Plastic Waste Has Turned Deep Sea Into Trash Can of Oceans: Scientists

The incredible diversity in the deepest levels of the ocean is being threatened with extinction by microplastics, a new study has revealed.

The shock findings emerged after scientists studied the impact of pollution in the West Pacific Kuril-Kamchatka Trench in the Pacific Ocean.

They discovered that after taking core samples at a depth of almost 10 km (6.2 miles), the levels of microplastic were far higher than they had expected.

Chillingly, they described the deep sea as becoming the "garbage can of the oceans."

Deep-sea shrimp at bottom of ocean
Creatures such as deep-sea shrimp keep the sediment at the bottom of the Kuril-Kamchatka Trench moving and distribute the microplastic articles there. Nils Brenke, Senckenberg/Zenger

The West Pacific Kuril-Kamchatka Trench is located in the northwest Pacific Ocean just off the coast of Kamchatka.

Experts Serena Abel and Angelika Brandt - and colleagues from the Alfred Wegener Institute–Helmholtz Center for Polar and Marine Research (AWI) and Goethe University Frankfurt, located in Germany - took 13 samples of deep-sea sediment.

In the samples taken as deep as 9,450 meters (5.8 miles), they discovered between 215 and 1,596 microparticles of plastic per kilogram.

Their study, published in the journal Science of The Total Environment, shows that the deep sea is the "garbage can of the oceans," and warns that the high biodiversity at the deepest seabed is highly endangered by microplastic pollution.

In a statement obtained by Zenger News, they said: "Microplastics are everywhere.

"Tiny plastic particles pollute almost every ecosystem on earth.

Microplastic article found in deep sea
The scientists detected microplastic articles in each of the sediment samples taken – between 215 and 1,596 articles per kilogram of sediment. AWI/Zenger

"The oceans are particularly affected and, as the newly published study suggests, maritime trenches thousands of meters below sea level are the final resting place for a disturbingly large amount of the smallest plastic particles."

Serena Abel and the rest of the team evaluated sediment samples from the bottom of the Kuril-Kamchatka Trench in the Western Pacific, which were taken in 2016 during a deep-sea expedition with the research vessel Sonne.

She said: "We took a total of 13 samples at seven different stations of the trench, at depths between 5740 and 9450 meters [between 3.5 and 5.8 miles].

Not a single one of them was free of microplastics.

"We detected between 215 and 1596 microplastic particles per kilogram of sediment – no one would have expected such a large amount before."

With the help of the Micro-FTIR method, a special variant of a spectrometer, the researchers were able to detect even the smallest microplastic particles.

Professor Dr. Angelika Brandt, head of the Marine Zoology Department, said: "Every year, an estimated 2.4 to 4 million tons of plastic enter the sea via rivers, as a result of extreme global plastic consumption and poorly organized waste disposal.

Trash on beach in Athens, Greece
Plastic cups and bottles lie on a beach near Athens, Greece, on June 26, 2018. A new study has revealed the deepest levels of the ocean are being threatened with extinction by microplastics. Milos Bicanski/Getty Images

"A considerable part of it sinks to the seabed and accumulates in the sediment, or is transported by currents to the deepest regions, where it is ultimately deposited.

"In this way, the deep sea becomes the 'final repository of waste'."

The researchers found a total of 14 different types of plastic in the samples from the Kuril-Kamchatka Trench.

Among the most common materials is polypropylene, one of the standard plastics used worldwide for packaging, as well as the acrylates and polyurethane used for coatings.

The research team was surprised by the large differences between the individual samples.

Serena Abel added: "Until now, the deepest seabed was considered a comparatively unaffected and stable environment in which the microplastics are deposited and remain in one place.

"We were all the more astonished that even samples taken only a few meters apart were constructed very differently.

"This shows what a dynamic environment the deepest areas of the deep sea actually are.

"Not only special currents and vortices, but also the organisms that are native here keep the sediment moving."

In fact, biodiversity at the bottom of the Kuril-Kamchatka Trench is even higher than in less deep areas of this trench.

Brandt added: "It is precisely this high biodiversity in the deep sea that is now particularly endangered by the heavy pollution with microplastics!"

This story was provided to Newsweek by Zenger News.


* **Task item**
Go through the entries one line at a time, and gather every line that has the word "return".

* **Extracted information**
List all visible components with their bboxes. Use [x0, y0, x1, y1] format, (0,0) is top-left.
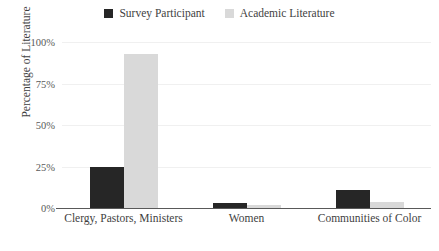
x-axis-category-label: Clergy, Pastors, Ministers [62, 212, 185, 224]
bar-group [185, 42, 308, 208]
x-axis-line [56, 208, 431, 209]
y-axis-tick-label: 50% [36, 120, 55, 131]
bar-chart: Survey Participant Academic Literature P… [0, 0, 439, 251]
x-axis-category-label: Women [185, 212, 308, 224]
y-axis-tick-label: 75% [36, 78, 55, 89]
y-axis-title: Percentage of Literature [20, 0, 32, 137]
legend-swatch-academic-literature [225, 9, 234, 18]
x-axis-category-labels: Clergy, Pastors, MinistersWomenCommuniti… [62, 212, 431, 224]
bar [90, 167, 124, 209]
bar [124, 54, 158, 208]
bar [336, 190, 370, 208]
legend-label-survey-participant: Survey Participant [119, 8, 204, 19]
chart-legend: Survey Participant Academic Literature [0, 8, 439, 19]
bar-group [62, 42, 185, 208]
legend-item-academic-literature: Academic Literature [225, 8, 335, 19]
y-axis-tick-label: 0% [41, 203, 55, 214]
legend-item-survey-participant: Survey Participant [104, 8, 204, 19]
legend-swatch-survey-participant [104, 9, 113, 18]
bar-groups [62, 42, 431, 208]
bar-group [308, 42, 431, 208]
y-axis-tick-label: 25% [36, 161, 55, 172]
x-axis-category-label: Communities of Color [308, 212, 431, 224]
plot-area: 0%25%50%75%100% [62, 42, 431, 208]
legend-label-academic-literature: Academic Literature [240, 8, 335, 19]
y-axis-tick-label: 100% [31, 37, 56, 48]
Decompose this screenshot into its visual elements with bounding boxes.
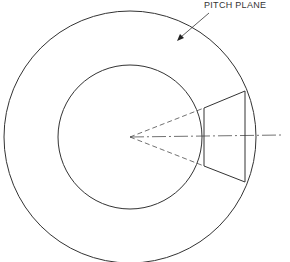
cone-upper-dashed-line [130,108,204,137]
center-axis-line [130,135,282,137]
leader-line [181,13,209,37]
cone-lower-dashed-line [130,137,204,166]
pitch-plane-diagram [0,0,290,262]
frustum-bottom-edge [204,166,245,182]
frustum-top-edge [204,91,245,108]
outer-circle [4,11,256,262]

...

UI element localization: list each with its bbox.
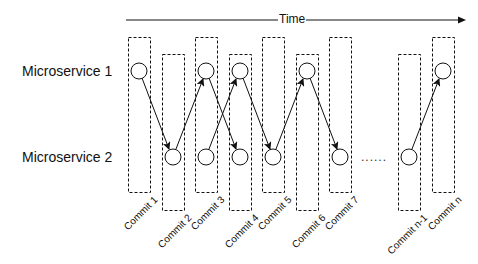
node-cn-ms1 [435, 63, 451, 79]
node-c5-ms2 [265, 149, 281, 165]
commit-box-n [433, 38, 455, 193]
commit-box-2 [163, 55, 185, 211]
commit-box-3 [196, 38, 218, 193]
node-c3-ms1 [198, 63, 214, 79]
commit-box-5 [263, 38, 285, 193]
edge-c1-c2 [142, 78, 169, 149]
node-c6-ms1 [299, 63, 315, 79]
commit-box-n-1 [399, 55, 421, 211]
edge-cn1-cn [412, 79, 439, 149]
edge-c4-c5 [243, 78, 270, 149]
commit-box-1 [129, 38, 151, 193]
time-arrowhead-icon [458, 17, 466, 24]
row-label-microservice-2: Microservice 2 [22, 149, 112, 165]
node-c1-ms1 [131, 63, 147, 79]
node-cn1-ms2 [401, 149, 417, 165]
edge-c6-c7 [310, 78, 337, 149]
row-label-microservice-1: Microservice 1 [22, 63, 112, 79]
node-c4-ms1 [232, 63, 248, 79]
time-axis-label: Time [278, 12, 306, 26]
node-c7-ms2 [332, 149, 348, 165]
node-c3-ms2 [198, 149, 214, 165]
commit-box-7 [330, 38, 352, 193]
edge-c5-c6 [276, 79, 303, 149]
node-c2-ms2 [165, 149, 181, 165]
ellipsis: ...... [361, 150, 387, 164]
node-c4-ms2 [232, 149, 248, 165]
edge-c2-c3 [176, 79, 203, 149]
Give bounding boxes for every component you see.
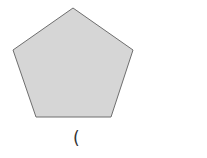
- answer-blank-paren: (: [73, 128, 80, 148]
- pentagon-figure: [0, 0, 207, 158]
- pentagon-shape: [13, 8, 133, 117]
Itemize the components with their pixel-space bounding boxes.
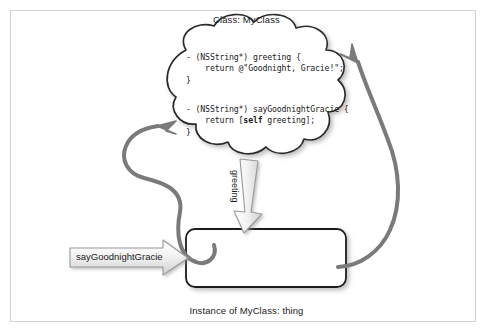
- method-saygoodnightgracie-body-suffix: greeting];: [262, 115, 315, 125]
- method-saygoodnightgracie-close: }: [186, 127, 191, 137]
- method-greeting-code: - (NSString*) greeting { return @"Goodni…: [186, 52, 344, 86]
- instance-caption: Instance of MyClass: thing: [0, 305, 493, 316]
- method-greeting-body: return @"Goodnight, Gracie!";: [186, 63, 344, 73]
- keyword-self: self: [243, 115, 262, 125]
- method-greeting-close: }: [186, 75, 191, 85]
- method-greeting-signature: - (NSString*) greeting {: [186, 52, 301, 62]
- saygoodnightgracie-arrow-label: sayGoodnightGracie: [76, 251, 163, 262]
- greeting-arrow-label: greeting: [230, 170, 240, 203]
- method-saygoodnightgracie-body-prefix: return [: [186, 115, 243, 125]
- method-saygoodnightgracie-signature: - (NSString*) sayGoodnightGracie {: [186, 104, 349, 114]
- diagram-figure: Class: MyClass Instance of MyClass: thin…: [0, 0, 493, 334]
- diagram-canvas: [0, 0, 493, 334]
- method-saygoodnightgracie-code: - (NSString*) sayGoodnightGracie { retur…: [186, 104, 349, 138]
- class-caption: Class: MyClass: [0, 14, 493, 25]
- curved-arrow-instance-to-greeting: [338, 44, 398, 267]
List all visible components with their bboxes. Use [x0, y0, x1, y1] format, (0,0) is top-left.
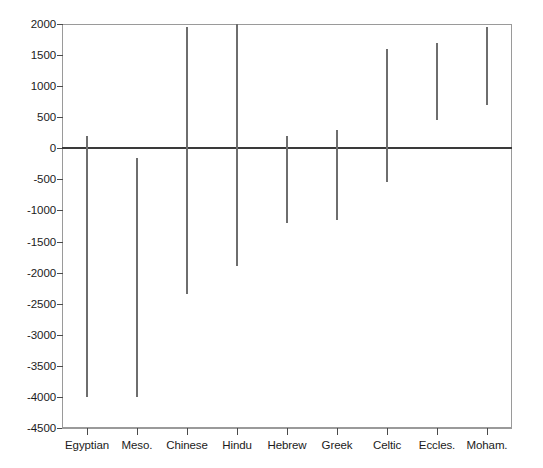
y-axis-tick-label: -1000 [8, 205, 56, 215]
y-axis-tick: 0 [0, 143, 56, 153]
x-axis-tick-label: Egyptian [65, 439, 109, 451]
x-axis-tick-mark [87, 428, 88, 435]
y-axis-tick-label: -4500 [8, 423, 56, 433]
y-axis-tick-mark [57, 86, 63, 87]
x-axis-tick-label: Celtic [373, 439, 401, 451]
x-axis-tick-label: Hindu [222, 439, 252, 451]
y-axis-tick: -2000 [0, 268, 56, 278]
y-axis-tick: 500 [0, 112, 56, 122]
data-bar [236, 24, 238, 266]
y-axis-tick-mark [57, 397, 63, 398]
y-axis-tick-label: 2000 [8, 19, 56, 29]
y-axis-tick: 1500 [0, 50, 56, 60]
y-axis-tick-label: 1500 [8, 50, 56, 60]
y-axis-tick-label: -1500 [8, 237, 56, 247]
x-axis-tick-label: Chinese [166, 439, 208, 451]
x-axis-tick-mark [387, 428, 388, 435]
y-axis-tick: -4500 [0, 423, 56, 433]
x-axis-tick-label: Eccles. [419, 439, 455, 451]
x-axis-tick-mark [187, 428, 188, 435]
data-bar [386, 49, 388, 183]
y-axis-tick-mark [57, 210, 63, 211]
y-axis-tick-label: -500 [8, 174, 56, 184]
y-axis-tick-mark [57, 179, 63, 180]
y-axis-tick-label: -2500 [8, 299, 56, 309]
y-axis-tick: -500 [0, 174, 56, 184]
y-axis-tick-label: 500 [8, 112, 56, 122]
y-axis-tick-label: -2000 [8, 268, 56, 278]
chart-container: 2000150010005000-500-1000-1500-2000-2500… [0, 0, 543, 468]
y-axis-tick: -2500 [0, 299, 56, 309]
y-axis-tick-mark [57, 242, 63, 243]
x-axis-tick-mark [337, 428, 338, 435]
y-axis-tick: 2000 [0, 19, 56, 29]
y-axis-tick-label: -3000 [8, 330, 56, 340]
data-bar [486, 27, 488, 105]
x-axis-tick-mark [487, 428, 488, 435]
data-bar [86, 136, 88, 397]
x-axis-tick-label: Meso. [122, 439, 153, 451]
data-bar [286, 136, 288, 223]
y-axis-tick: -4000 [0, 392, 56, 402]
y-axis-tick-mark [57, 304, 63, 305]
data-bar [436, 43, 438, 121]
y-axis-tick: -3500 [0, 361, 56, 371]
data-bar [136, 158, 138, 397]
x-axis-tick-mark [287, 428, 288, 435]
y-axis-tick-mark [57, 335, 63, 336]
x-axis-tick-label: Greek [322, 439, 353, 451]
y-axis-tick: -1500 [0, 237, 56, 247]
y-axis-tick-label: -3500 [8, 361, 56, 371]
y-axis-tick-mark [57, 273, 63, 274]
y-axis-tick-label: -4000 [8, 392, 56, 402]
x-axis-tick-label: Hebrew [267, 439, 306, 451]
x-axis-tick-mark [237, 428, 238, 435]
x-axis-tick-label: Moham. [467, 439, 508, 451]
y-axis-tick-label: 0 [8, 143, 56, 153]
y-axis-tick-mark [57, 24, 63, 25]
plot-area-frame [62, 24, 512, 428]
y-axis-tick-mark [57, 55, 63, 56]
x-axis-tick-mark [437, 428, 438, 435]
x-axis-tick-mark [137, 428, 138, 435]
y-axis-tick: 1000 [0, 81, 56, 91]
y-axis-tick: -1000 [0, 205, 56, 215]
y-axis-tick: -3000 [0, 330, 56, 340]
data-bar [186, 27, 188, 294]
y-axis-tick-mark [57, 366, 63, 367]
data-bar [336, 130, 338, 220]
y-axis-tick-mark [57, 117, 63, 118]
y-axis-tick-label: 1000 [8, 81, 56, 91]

* **Response**
- method-greeting-code: - (NSString*) greeting { return @"Goodni…: [186, 52, 344, 86]
- method-greeting-body: return @"Goodnight, Gracie!";: [186, 63, 344, 73]
- method-saygoodnightgracie-body-prefix: return [: [186, 115, 243, 125]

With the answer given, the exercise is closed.